In Red Gold, Jennifer E. Telesca discusses the role of ICCAT in the disappearance of the giant bluefin tuna
On Monday, September 21st at 16:00 CET, Jennifer Telesca, Assistant Professor of environmental justice at the Pratt Institute (USA), presented her new book Red Gold: The Managed Extinction of the Giant Bluefin Tuna (University of Minnesota Press, 2020) in our Greenhouse online environmental humanities book talk series.
The International Commission for the Conservation of Atlantic Tunas (ICCAT) is the world’s foremost organization for managing and conserving tunas, seabirds, turtles, and sharks traversing international waters. Founded by treaty in 1969, ICCAT stewards what has become under its tenure one of the planet’s most prominent endangered fish: the Atlantic bluefin tuna. Called “red gold” by industry insiders for the exorbitant price her ruby-colored flesh commands in the sushi economy, the giant bluefin tuna has crashed in size and number under ICCAT’s custodianship. With regulations to conserve these sea creatures in place for half a century, why have so many big bluefin tuna vanished from the Atlantic?
In Red Gold, Jennifer E. Telesca offers unparalleled access to ICCAT to show that the institution has faithfully executed the task assigned it by international law: to fish as hard as possible to grow national economies. ICCAT manages the bluefin not to protect them but to secure export markets for commodity empires—and, as a result, has become complicit in their extermination.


## Activity
Would you repeat each line below exactly, without the pictures?

(Excerpts from an interface dataset)

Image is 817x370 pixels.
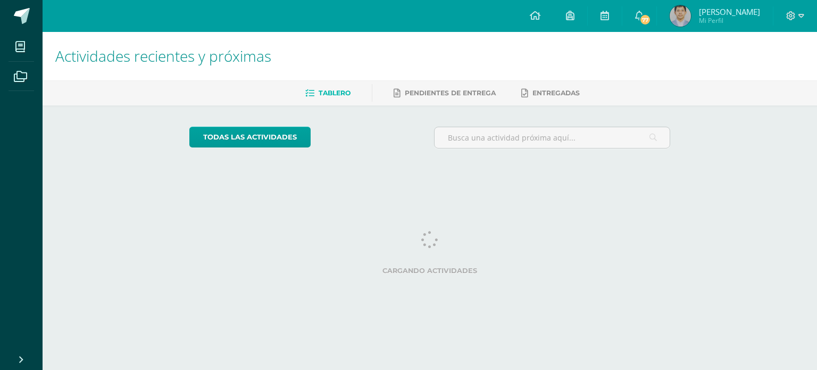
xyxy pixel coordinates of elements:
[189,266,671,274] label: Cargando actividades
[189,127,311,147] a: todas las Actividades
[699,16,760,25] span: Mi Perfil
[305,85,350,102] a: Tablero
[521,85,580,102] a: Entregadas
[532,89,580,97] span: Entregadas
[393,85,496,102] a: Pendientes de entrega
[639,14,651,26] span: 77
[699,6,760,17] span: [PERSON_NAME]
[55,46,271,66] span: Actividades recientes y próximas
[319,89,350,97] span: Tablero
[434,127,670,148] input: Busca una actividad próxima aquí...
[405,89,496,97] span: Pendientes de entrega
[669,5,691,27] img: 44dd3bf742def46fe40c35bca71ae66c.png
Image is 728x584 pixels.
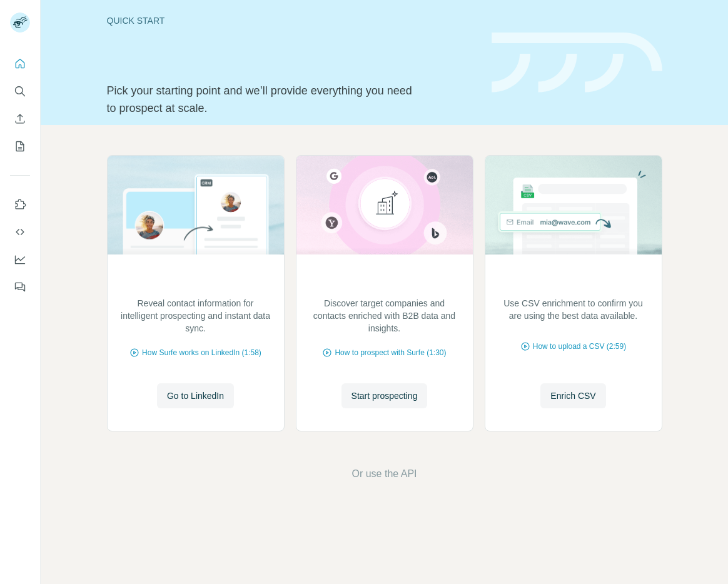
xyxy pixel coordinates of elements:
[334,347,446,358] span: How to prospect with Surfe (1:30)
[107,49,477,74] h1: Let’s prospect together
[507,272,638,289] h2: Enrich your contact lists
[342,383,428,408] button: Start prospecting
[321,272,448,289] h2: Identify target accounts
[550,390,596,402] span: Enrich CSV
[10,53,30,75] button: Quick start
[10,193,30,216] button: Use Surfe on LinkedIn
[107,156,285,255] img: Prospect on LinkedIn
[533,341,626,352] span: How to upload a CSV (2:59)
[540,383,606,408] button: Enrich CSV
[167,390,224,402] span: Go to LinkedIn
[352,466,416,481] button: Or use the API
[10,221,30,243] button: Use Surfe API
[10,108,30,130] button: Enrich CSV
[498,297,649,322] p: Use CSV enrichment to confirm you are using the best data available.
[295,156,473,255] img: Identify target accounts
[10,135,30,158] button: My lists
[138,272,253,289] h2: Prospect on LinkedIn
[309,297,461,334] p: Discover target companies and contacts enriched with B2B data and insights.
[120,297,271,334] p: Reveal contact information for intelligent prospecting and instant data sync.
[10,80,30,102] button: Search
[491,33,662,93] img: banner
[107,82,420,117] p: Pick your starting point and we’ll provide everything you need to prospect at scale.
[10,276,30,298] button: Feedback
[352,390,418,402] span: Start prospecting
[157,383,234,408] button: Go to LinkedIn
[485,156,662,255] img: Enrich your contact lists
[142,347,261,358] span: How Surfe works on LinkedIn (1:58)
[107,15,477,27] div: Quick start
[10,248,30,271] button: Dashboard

## Exercise answer
Image is 817x370 pixels.
xyxy pixel coordinates of elements:
[189,266,671,274] label: Cargando actividades
[189,127,311,147] a: todas las Actividades
[699,16,760,25] span: Mi Perfil
[305,85,350,102] a: Tablero
[521,85,580,102] a: Entregadas
[532,89,580,97] span: Entregadas
[393,85,496,102] a: Pendientes de entrega
[639,14,651,26] span: 77
[699,6,760,17] span: [PERSON_NAME]
[55,46,271,66] span: Actividades recientes y próximas
[319,89,350,97] span: Tablero
[434,127,670,148] input: Busca una actividad próxima aquí...
[405,89,496,97] span: Pendientes de entrega
[669,5,691,27] img: 44dd3bf742def46fe40c35bca71ae66c.png
Image is 728x584 pixels.
xyxy pixel coordinates of elements:
[334,347,446,358] span: How to prospect with Surfe (1:30)
[107,49,477,74] h1: Let’s prospect together
[507,272,638,289] h2: Enrich your contact lists
[342,383,428,408] button: Start prospecting
[321,272,448,289] h2: Identify target accounts
[550,390,596,402] span: Enrich CSV
[10,53,30,75] button: Quick start
[10,193,30,216] button: Use Surfe on LinkedIn
[107,156,285,255] img: Prospect on LinkedIn
[533,341,626,352] span: How to upload a CSV (2:59)
[540,383,606,408] button: Enrich CSV
[167,390,224,402] span: Go to LinkedIn
[352,466,416,481] button: Or use the API
[10,221,30,243] button: Use Surfe API
[10,108,30,130] button: Enrich CSV
[498,297,649,322] p: Use CSV enrichment to confirm you are using the best data available.
[295,156,473,255] img: Identify target accounts
[10,135,30,158] button: My lists
[138,272,253,289] h2: Prospect on LinkedIn
[309,297,461,334] p: Discover target companies and contacts enriched with B2B data and insights.
[120,297,271,334] p: Reveal contact information for intelligent prospecting and instant data sync.
[10,80,30,102] button: Search
[491,33,662,93] img: banner
[107,82,420,117] p: Pick your starting point and we’ll provide everything you need to prospect at scale.
[10,276,30,298] button: Feedback
[352,390,418,402] span: Start prospecting
[157,383,234,408] button: Go to LinkedIn
[485,156,662,255] img: Enrich your contact lists
[142,347,261,358] span: How Surfe works on LinkedIn (1:58)
[107,15,477,27] div: Quick start
[10,248,30,271] button: Dashboard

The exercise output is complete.